PM Netanyahu
PM NetanyahuIsrael news photo: Flash 90

The government has dedicated today’s meeting to the memory of the six million Jews starved, tortured and massacred in the Holocaust. This Wednesday, the United Nations and at least 20 countries will mark International Holocaust Day.

Prime Minister Binyamin Netanyahu, speaking at the start of the weekly Cabinet meeting, said, “I hope the United Nations will remember what happened when the Jews did not have a state - and the privilege and obligation of the international community to defend the Jewish State’s existence.”

I hope the UN will remember... its privilege and obligation to defend the Jewish State’s existence.”

The date of January 27 was chosen for this purpose in 2005 because it was the day, in 1945, that the Russian Army liberated the Nazis’ Auschwitz death camp. Germany, Britain and some other countries commemorated Holocaust Day on this date even before the UN adopted it.

Former Israel Chief Rabbi Yisrael Meir Lau, the Chief Rabbi of Tel Aviv, who survived the Holocaust as a child, participated in the special Cabinet session.  Rabbi Lau also serves as Chairman of Yad VaShem.

Netanyahu displayed a photograph of a survivor holding her great-granddaughter’s hand. The survivor’s tattooed number is clearly visible on her arm, and the photo will be displayed at the UN as well.

“This is the essence of the history of Zionism,” Netanyahu said.

On Wednesday, a special ceremony will be held at Auschwitz, where about one million Jews were murdered and massacred. Among the participants will be President Shimon Peres, Rabbi Lau, the president and prime minister of Poland, and the Chief Rabbis of Poland and Lodz.

Auschwitz-Birkenau, the largest of the German concentration camps, was named for the two towns the camp in and around which the camp was built; the Germans essentially destroyed the small Polish village of Birkenau to make way for it. Nazi leader Heinrich Himmler designated Auschwitz as the site of the "final solution of the Jewish question in Europe," and it received transport trains of Jews from all over Nazi-occupied Europe for 30 months, until late 1944.

Some 1.1 million people, 90% of them Jews, were killed in the camp’s gas chambers or died of starvation, forced labor, disease, medical experiment, shooting, beatings, and the like.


Goal of the exercise
Some lines in the entries contain the word "Juega". Copy all of them.

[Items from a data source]

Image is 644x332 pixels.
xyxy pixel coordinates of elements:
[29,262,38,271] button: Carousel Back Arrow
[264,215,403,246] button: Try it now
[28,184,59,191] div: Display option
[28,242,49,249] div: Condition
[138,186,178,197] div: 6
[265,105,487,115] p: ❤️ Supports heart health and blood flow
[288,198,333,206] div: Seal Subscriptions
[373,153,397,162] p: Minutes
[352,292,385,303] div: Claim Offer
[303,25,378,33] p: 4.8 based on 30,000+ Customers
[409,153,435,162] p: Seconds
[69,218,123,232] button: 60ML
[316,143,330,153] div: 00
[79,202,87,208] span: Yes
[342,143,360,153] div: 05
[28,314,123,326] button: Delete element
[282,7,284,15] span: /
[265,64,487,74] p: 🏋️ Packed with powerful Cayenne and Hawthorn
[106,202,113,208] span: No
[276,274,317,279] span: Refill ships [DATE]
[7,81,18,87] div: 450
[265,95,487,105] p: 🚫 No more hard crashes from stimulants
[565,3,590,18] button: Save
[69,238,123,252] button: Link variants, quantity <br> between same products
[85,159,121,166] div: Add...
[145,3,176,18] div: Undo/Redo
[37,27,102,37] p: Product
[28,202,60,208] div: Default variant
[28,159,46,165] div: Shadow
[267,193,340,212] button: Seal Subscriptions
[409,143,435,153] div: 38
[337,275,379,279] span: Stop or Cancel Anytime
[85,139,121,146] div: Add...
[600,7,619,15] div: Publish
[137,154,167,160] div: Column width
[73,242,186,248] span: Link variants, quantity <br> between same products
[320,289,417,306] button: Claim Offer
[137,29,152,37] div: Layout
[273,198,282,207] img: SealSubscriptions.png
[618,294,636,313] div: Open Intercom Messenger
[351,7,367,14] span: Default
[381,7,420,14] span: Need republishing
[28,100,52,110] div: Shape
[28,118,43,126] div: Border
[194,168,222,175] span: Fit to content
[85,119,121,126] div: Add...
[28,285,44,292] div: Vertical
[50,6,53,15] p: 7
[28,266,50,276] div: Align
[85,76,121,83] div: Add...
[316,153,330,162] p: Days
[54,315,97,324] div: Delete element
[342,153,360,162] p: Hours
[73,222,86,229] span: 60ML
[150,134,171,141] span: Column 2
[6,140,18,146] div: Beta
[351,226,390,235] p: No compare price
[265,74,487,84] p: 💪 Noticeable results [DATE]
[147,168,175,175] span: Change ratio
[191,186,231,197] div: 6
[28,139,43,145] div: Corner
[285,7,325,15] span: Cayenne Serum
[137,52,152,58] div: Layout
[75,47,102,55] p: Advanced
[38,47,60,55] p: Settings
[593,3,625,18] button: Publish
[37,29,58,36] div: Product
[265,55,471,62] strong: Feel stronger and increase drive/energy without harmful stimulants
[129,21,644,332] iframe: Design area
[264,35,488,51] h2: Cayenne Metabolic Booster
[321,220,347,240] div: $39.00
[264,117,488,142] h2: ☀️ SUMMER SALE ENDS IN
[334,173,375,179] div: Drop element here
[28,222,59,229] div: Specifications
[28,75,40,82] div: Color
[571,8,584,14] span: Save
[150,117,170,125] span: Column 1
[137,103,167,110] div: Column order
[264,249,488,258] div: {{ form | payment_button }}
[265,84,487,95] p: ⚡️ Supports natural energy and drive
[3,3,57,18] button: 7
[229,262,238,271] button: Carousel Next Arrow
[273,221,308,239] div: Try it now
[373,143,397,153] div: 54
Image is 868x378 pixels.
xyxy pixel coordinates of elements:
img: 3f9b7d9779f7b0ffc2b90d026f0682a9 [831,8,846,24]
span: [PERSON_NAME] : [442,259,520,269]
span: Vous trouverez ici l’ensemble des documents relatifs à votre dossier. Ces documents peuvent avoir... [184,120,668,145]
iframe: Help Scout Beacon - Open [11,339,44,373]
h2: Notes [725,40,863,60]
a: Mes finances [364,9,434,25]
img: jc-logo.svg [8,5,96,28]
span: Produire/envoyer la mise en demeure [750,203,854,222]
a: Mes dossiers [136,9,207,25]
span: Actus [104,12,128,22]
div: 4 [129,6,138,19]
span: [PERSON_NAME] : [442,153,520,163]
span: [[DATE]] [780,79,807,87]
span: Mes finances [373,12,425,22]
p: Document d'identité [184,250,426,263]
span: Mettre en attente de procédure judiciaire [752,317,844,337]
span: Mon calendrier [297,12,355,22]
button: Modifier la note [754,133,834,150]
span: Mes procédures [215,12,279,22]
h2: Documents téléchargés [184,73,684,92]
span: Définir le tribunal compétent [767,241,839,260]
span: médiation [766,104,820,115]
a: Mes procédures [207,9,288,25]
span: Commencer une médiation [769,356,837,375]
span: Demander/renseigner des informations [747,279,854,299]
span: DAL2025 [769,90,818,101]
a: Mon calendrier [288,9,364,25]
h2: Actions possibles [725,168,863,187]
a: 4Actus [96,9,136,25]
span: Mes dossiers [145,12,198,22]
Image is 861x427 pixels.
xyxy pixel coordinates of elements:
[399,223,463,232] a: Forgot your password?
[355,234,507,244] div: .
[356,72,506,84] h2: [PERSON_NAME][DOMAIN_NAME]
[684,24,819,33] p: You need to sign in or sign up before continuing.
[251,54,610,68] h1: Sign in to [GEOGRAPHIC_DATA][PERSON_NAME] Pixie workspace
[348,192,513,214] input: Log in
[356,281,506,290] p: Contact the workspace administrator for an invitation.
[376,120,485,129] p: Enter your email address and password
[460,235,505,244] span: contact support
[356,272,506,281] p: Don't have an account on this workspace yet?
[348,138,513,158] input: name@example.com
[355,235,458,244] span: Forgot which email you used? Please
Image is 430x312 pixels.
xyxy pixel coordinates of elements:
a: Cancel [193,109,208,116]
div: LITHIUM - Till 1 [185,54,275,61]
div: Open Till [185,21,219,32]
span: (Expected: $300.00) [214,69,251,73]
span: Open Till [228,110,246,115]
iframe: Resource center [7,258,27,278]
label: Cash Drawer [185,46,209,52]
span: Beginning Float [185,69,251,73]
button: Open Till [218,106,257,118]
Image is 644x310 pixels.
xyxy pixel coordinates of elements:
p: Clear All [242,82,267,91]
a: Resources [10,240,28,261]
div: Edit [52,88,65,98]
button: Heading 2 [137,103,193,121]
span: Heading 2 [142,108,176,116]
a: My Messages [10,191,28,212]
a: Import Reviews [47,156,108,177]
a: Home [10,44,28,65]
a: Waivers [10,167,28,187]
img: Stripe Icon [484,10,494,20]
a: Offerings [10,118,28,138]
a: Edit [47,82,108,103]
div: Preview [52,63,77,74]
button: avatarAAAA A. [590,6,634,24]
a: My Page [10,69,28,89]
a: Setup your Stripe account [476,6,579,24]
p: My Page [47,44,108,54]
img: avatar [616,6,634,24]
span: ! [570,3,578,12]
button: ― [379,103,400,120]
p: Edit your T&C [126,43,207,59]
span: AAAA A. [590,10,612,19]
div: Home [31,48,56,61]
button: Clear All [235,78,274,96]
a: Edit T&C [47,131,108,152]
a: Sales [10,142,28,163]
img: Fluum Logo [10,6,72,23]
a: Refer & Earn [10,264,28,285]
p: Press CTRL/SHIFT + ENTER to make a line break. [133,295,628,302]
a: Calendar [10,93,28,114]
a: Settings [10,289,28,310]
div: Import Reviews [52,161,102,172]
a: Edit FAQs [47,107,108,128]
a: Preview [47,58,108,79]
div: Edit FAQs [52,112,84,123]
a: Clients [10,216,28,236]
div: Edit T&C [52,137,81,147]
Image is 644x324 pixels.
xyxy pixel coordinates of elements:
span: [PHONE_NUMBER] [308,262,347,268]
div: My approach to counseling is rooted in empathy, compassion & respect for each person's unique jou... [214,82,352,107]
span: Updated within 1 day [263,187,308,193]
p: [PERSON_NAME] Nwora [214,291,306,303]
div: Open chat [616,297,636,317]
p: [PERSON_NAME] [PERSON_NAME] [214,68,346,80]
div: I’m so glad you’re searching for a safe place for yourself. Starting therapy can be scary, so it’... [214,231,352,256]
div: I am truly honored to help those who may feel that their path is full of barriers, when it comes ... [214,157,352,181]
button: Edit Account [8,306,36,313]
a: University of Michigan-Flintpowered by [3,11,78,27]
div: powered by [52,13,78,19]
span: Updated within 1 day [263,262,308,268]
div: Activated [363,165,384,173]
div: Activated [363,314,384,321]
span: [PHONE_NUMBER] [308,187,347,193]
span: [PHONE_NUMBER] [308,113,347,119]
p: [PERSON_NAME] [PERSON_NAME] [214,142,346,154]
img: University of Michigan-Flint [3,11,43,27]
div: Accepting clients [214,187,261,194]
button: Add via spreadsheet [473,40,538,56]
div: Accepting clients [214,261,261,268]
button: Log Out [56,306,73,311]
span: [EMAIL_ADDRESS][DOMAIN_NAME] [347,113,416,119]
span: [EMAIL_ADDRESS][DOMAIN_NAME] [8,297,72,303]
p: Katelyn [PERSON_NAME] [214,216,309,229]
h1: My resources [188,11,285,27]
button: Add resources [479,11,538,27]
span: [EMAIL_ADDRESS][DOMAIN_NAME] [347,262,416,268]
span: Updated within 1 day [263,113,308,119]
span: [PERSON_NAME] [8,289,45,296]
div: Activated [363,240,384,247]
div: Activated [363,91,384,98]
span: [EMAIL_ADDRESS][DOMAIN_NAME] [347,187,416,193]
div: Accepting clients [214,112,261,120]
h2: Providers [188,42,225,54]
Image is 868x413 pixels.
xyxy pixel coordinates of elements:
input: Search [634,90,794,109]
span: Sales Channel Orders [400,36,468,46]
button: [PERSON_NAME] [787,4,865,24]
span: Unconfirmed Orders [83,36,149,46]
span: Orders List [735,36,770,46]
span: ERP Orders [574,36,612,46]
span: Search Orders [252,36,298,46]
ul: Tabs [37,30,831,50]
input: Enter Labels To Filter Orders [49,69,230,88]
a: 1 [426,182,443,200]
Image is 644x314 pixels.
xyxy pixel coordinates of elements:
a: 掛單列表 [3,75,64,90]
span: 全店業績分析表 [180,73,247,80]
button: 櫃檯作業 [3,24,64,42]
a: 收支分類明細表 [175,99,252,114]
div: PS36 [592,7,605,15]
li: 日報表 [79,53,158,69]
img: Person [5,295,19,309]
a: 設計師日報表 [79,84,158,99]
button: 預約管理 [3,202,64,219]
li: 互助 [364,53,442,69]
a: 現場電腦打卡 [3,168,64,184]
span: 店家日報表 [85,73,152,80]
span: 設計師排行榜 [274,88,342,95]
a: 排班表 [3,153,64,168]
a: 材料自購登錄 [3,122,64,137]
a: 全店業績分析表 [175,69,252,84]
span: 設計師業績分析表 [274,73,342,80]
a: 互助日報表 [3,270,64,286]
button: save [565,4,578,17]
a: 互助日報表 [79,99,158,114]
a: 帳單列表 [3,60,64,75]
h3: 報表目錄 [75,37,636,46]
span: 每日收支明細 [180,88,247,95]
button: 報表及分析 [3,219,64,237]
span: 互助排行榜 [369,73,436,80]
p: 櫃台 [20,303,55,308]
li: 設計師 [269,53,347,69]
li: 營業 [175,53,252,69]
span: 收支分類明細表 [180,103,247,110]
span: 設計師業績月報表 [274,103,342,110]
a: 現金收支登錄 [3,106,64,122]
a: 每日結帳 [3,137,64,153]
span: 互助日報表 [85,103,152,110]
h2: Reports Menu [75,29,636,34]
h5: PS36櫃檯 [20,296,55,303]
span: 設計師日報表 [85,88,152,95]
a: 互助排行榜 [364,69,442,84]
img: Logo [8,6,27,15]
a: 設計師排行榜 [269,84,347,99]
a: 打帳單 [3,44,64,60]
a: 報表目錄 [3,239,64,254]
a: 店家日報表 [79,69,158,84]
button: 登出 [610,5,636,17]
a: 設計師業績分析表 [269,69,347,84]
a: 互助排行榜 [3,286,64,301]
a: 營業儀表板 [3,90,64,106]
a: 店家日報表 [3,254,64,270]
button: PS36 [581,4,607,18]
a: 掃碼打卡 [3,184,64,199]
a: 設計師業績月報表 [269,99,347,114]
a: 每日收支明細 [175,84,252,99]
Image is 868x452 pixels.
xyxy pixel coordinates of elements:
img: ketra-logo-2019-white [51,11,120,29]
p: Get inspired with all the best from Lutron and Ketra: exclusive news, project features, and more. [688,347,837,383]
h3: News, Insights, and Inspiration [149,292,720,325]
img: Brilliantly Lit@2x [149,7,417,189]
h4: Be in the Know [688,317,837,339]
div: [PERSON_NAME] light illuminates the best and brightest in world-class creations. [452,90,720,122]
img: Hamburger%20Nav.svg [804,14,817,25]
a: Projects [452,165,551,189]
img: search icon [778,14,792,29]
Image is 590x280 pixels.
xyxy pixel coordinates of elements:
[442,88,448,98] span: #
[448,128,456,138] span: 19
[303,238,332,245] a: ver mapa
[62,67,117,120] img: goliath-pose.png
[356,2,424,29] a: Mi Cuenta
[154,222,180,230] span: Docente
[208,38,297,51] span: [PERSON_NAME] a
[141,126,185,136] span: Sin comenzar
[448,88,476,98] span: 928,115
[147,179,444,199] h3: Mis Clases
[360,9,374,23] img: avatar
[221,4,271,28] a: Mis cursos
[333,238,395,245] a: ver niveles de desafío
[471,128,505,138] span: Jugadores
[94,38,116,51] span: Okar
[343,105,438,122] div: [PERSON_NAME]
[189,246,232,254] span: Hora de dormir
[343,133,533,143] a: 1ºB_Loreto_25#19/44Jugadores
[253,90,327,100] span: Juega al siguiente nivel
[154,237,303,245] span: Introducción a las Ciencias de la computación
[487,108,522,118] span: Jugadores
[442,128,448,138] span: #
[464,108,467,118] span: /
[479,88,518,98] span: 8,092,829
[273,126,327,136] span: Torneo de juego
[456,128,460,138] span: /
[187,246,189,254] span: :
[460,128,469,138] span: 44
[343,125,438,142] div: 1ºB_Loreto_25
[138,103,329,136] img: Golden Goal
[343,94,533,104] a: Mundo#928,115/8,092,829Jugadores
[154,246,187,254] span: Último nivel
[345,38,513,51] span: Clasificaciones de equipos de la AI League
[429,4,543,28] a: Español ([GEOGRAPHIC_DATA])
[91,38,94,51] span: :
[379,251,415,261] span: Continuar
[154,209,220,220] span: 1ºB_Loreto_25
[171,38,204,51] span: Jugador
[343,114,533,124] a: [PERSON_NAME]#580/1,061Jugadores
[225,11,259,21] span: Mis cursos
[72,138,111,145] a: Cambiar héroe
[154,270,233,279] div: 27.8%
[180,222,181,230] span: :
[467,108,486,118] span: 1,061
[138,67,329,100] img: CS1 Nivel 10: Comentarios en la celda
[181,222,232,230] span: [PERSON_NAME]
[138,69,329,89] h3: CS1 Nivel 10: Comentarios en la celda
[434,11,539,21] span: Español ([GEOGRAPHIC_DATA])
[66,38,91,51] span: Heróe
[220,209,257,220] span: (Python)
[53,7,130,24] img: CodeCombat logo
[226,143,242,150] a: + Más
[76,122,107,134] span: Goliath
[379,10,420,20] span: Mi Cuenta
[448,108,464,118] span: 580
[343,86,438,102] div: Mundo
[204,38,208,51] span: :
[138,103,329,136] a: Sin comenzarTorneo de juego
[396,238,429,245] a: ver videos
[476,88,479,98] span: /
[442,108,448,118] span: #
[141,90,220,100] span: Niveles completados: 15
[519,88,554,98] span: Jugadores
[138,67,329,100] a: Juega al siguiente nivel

Result
[253,90,327,100] span: Juega al siguiente nivel
[138,67,329,100] a: Juega al siguiente nivel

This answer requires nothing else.